Mayor Eric Adams modifies solo transit patrol plan after detective assaulted in Brooklyn
NEW YORK -- Mayor Eric Adams beat a hasty retreat from one-man subway patrols after an experienced detective working by himself was assaulted on an East New York subway platform on Tuesday, the very day the program was announced.
As CBS2's Marcia Kramer reported Wednesday, City Hall says it's modifying the plan, but police unions have a different take.
It was sort of an embarrassing position for the mayor to be in. After all, he was a transit captain and is determined to make the NYPD more efficient. But the Police Benevolent Association and the detectives union double-teamed him, and he knows all too well that it's important for cops to know he has their backs if he wants to reduce crime.
"This could have been a tragedy," said Paul DiGiacomo, president of the Detectives Endowment Association. "I immediately reached out to the mayor last night and he said he is going to modify the one-man patrol and put two men on the trains, themselves."
DiGiacomo was talking about how a detective with 10 years experience was assaulted on the platform of the No. 3 line at the Pennsylvania Station in East New York on Tuesday night and almost lost his gun to the assailant.
DiGiacomo called the mayor and asked him to rethink his plan and so did PBA President Pat Lynch.
"The detective could have lost his life," DiGiacomo said. "If you look at the history of policing in transit and you look at the transit police officers that were killed, most of them were killed doing single-person patrol."
A City Hall spokesman told CBS2 the solo patrols aren't being abandoned, just modified. Later, the NYPD issued the following statement:
"We are continuing with the solo patrol concept by spreading officers out on posts, but with the caveat that they be within sight of one another. This will increase visibility of police officers looking out for the riding public, while at the same time looking out for each other," a spokesperson said.
The mayor said, "The conversation was really how do we reach the the goal that we want? How do we get the omnipresence and how do we make sure the officers are safe? And we came with a real meeting of the minds of lets have the separated solo patrols stay in eyesight of each other."
Adams, who had hoped to increase police presence on the trains by splitting up the teams, was apparently troubled by the attack, allegedly perpetrated by a 24-year-old who has a history of run-ins with cops. Police say Alex Eremin was smoking a cigarette when the cop asked him to put it out. Instead, Eremin reportedly hurled himself down the stairs and when the detective tried to help he tried to take him down the stairs with him. Police say he Eremin made several attempts to grab the cop's gun.
Kramer asked DiGiacomo what it means for cops to be "within sight" of one another.
"Well, in eyesight means you would probably be in the next car and you could see from car to car to make sure that you're OK, or at every stop officers would stick their heads out and look and make sure they're OK," DiGiacomo said.
While the new program won't exactly be one-man units, it should break up the clusters of cops standing together and often looking at their phones, which we see sometimes.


*Your task*. The entries underneath need to be duplicated exactly, with none omitted.
START Input data
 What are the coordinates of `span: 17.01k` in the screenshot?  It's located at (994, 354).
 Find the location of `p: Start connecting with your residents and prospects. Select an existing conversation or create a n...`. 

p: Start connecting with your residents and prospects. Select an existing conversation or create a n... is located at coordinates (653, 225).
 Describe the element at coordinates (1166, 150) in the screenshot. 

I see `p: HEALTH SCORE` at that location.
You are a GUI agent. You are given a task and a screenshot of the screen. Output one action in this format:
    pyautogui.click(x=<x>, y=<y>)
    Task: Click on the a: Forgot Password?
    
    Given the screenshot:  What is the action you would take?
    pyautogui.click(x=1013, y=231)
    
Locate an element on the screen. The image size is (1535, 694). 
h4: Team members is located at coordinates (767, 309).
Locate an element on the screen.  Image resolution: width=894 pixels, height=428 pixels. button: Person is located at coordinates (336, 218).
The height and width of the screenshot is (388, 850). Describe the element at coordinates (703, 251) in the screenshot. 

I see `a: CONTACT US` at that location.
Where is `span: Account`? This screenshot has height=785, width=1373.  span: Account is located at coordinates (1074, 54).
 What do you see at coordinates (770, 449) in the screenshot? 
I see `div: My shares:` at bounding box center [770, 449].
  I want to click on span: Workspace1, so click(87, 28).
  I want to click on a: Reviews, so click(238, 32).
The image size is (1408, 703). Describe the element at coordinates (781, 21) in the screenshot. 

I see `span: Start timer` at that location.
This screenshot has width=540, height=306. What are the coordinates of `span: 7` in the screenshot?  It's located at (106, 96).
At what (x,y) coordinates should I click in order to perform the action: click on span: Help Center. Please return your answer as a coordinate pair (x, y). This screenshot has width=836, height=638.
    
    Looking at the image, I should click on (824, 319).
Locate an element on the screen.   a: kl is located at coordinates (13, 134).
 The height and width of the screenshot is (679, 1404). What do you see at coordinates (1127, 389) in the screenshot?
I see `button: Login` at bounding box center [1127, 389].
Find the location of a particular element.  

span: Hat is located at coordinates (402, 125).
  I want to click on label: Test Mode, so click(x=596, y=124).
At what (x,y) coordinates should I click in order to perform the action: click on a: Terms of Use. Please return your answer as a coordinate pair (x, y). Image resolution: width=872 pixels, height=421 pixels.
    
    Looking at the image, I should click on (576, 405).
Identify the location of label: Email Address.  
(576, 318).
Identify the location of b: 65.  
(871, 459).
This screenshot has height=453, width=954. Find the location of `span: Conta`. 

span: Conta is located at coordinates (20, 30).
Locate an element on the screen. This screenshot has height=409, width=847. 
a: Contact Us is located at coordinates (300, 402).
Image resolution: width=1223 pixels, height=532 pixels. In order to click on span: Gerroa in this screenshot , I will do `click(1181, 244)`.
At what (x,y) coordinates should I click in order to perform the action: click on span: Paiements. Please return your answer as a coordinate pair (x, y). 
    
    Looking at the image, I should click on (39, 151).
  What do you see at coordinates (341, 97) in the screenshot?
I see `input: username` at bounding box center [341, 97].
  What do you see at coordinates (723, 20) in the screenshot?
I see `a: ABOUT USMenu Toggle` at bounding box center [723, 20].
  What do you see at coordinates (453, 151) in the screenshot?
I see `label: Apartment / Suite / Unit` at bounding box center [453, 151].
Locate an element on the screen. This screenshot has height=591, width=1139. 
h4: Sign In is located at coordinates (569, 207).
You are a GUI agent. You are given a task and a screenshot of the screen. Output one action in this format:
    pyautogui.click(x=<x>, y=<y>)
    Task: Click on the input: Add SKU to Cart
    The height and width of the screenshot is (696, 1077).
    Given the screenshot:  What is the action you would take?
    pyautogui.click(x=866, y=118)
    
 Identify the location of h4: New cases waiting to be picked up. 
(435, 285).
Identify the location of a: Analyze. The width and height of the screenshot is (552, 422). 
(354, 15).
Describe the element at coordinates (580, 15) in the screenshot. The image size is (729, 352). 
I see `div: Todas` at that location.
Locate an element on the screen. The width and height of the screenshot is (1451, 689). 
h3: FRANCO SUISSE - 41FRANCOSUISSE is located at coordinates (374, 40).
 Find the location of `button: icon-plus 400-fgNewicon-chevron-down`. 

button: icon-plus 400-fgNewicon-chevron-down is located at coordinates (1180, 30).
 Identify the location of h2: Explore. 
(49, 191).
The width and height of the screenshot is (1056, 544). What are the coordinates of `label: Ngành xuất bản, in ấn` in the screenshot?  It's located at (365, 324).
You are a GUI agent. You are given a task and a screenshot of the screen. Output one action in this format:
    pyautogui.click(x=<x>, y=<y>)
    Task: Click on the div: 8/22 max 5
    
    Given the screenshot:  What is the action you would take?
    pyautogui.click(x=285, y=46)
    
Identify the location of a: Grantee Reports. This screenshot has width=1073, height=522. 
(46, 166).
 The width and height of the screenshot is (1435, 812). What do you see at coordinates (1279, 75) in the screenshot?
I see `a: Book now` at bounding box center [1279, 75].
END Input data
*Answer area*.
 What are the coordinates of `span: 17.01k` in the screenshot?  It's located at (994, 354).
 Find the location of `p: Start connecting with your residents and prospects. Select an existing conversation or create a n...`. 

p: Start connecting with your residents and prospects. Select an existing conversation or create a n... is located at coordinates (653, 225).
 Describe the element at coordinates (1166, 150) in the screenshot. 

I see `p: HEALTH SCORE` at that location.
You are a GUI agent. You are given a task and a screenshot of the screen. Output one action in this format:
    pyautogui.click(x=<x>, y=<y>)
    Task: Click on the a: Forgot Password?
    
    Given the screenshot:  What is the action you would take?
    pyautogui.click(x=1013, y=231)
    
Locate an element on the screen. The image size is (1535, 694). 
h4: Team members is located at coordinates (767, 309).
Locate an element on the screen.  Image resolution: width=894 pixels, height=428 pixels. button: Person is located at coordinates (336, 218).
The height and width of the screenshot is (388, 850). Describe the element at coordinates (703, 251) in the screenshot. 

I see `a: CONTACT US` at that location.
Where is `span: Account`? This screenshot has height=785, width=1373.  span: Account is located at coordinates (1074, 54).
 What do you see at coordinates (770, 449) in the screenshot? 
I see `div: My shares:` at bounding box center [770, 449].
  I want to click on span: Workspace1, so click(87, 28).
  I want to click on a: Reviews, so click(238, 32).
The image size is (1408, 703). Describe the element at coordinates (781, 21) in the screenshot. 

I see `span: Start timer` at that location.
This screenshot has width=540, height=306. What are the coordinates of `span: 7` in the screenshot?  It's located at (106, 96).
At what (x,y) coordinates should I click in order to perform the action: click on span: Help Center. Please return your answer as a coordinate pair (x, y). This screenshot has width=836, height=638.
    
    Looking at the image, I should click on (824, 319).
Locate an element on the screen.   a: kl is located at coordinates (13, 134).
 The height and width of the screenshot is (679, 1404). What do you see at coordinates (1127, 389) in the screenshot?
I see `button: Login` at bounding box center [1127, 389].
Find the location of a particular element.  

span: Hat is located at coordinates (402, 125).
  I want to click on label: Test Mode, so click(x=596, y=124).
At what (x,y) coordinates should I click in order to perform the action: click on a: Terms of Use. Please return your answer as a coordinate pair (x, y). Image resolution: width=872 pixels, height=421 pixels.
    
    Looking at the image, I should click on (576, 405).
Identify the location of label: Email Address.  
(576, 318).
Identify the location of b: 65.  
(871, 459).
This screenshot has height=453, width=954. Find the location of `span: Conta`. 

span: Conta is located at coordinates (20, 30).
Locate an element on the screen. This screenshot has height=409, width=847. 
a: Contact Us is located at coordinates (300, 402).
Image resolution: width=1223 pixels, height=532 pixels. In order to click on span: Gerroa in this screenshot , I will do `click(1181, 244)`.
At what (x,y) coordinates should I click in order to perform the action: click on span: Paiements. Please return your answer as a coordinate pair (x, y). 
    
    Looking at the image, I should click on (39, 151).
  What do you see at coordinates (341, 97) in the screenshot?
I see `input: username` at bounding box center [341, 97].
  What do you see at coordinates (723, 20) in the screenshot?
I see `a: ABOUT USMenu Toggle` at bounding box center [723, 20].
  What do you see at coordinates (453, 151) in the screenshot?
I see `label: Apartment / Suite / Unit` at bounding box center [453, 151].
Locate an element on the screen. This screenshot has height=591, width=1139. 
h4: Sign In is located at coordinates (569, 207).
You are a GUI agent. You are given a task and a screenshot of the screen. Output one action in this format:
    pyautogui.click(x=<x>, y=<y>)
    Task: Click on the input: Add SKU to Cart
    The height and width of the screenshot is (696, 1077).
    Given the screenshot:  What is the action you would take?
    pyautogui.click(x=866, y=118)
    
 Identify the location of h4: New cases waiting to be picked up. 
(435, 285).
Identify the location of a: Analyze. The width and height of the screenshot is (552, 422). 
(354, 15).
Describe the element at coordinates (580, 15) in the screenshot. The image size is (729, 352). 
I see `div: Todas` at that location.
Locate an element on the screen. The width and height of the screenshot is (1451, 689). 
h3: FRANCO SUISSE - 41FRANCOSUISSE is located at coordinates (374, 40).
 Find the location of `button: icon-plus 400-fgNewicon-chevron-down`. 

button: icon-plus 400-fgNewicon-chevron-down is located at coordinates (1180, 30).
 Identify the location of h2: Explore. 
(49, 191).
The width and height of the screenshot is (1056, 544). What are the coordinates of `label: Ngành xuất bản, in ấn` in the screenshot?  It's located at (365, 324).
You are a GUI agent. You are given a task and a screenshot of the screen. Output one action in this format:
    pyautogui.click(x=<x>, y=<y>)
    Task: Click on the div: 8/22 max 5
    
    Given the screenshot:  What is the action you would take?
    pyautogui.click(x=285, y=46)
    
Identify the location of a: Grantee Reports. This screenshot has width=1073, height=522. 
(46, 166).
 The width and height of the screenshot is (1435, 812). What do you see at coordinates (1279, 75) in the screenshot?
I see `a: Book now` at bounding box center [1279, 75].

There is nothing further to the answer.